Published March 1, 2025

What are HTML entities?

HTML entities are special sequences of characters that represent symbols which cannot be typed directly into HTML source code, or which would be interpreted as HTML markup. They start with an ampersand (&) and end with a semicolon (;).

Why do they exist?

Certain characters are reserved in HTML. The less-than sign (<) starts a tag, the ampersand begins an entity reference, and the greater-than sign closes a tag. If you want to display these characters as text rather than HTML markup, you need entities.

Entities also let you insert characters that don't exist on your keyboard — like the copyright symbol (©), em dashes (—), or mathematical operators (±).

Named vs. numeric entities

There are two ways to write an entity:

  • Named entities use a human-readable name: &copy; renders as ©
  • Numeric entities use a Unicode code point: &#169; (decimal) or &#xA9; (hexadecimal) also render as ©

Named entities are easier to read, but not every Unicode character has a named entity.

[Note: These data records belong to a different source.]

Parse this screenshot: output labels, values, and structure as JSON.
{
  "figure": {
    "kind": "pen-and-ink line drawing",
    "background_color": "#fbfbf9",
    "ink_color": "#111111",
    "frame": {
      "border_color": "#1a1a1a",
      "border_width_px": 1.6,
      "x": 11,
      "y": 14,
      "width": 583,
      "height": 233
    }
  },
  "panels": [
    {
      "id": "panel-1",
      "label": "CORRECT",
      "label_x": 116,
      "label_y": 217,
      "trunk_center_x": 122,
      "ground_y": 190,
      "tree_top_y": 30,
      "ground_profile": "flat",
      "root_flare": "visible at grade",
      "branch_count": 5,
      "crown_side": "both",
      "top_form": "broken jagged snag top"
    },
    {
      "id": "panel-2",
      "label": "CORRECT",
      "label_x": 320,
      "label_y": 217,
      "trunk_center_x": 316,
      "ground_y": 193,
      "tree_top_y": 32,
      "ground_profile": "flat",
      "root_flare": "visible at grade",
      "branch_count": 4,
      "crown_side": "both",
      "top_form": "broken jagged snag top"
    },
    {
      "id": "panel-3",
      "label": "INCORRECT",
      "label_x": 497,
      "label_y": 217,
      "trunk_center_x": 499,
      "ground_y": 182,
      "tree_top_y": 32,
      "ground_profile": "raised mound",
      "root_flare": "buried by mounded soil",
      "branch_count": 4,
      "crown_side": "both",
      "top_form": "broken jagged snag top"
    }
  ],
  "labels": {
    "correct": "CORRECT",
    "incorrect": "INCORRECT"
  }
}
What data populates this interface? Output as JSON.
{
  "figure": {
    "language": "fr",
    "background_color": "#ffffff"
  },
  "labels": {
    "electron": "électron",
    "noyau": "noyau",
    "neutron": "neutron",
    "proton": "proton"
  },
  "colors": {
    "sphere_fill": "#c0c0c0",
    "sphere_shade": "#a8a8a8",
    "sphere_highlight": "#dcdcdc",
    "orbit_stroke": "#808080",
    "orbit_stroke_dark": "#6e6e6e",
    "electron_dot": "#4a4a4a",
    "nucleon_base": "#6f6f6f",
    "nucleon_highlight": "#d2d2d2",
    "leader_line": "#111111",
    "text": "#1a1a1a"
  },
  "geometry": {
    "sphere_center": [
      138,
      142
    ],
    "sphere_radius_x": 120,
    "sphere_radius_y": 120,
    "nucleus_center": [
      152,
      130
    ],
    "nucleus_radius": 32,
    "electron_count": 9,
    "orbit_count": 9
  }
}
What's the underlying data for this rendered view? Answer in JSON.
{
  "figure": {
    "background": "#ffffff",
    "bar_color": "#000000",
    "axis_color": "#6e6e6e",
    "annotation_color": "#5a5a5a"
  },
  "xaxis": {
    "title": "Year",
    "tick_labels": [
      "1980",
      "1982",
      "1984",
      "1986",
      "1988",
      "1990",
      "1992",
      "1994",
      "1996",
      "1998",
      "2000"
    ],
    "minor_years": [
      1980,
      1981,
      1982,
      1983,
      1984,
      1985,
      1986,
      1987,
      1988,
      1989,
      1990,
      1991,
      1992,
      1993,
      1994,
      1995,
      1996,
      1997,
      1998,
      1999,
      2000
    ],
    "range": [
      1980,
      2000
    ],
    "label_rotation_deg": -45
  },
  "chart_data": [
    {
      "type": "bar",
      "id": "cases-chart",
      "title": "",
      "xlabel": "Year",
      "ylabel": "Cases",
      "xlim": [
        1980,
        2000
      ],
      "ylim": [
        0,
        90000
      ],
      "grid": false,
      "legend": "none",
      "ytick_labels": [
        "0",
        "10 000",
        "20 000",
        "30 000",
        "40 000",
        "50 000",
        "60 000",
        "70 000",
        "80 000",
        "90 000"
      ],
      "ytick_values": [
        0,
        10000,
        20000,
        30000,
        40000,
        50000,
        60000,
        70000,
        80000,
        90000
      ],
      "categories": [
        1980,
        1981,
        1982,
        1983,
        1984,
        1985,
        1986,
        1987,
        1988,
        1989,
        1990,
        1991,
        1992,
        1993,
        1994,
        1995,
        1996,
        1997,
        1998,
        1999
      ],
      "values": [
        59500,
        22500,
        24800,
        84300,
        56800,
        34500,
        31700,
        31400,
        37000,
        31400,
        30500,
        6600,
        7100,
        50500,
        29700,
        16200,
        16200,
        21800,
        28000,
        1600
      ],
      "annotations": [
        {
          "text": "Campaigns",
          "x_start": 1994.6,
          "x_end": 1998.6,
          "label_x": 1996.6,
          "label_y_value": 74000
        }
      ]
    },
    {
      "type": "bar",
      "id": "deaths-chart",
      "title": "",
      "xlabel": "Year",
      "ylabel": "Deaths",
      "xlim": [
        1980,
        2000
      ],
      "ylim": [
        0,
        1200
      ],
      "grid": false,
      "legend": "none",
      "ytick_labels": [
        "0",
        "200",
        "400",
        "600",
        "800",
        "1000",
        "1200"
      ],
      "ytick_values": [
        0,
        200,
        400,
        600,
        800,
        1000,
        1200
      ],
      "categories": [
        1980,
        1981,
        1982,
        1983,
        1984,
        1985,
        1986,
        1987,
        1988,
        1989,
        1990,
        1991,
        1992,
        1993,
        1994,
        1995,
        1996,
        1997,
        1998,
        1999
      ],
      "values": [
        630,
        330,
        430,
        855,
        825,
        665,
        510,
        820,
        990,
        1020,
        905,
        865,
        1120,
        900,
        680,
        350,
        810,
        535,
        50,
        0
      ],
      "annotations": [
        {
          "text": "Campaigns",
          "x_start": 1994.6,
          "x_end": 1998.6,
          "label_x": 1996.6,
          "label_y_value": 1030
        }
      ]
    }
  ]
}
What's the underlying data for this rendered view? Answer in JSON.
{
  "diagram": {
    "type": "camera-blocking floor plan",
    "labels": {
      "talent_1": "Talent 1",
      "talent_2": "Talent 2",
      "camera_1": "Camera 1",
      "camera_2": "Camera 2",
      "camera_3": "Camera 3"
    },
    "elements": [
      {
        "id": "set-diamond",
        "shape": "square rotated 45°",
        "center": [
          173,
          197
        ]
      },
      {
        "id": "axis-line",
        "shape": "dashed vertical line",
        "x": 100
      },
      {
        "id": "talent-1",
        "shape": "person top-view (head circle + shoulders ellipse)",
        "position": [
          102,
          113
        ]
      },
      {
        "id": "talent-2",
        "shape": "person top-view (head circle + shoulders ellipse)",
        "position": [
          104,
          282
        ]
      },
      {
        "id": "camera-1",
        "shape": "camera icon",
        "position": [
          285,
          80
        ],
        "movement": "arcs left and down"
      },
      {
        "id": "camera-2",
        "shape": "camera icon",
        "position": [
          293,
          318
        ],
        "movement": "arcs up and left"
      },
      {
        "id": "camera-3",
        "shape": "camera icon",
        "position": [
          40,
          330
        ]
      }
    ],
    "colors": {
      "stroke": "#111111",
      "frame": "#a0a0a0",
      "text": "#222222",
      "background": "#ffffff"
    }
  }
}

Numeric entities work for any Unicode code point.

Most commonly used entities

CharacterEntityDescription
&&amp;Ampersand
<&lt;Less than
>&gt;Greater than
"&quot;Double quote
'&apos;Apostrophe
 &nbsp;Non-breaking space
©&copy;Copyright
&mdash;Em dash

When to use entities

In modern UTF-8 encoded documents, you only need entities for the five reserved characters (&, <, >, ", '). However, entities remain useful for readability and for inserting characters that are hard to distinguish visually (like non-breaking spaces).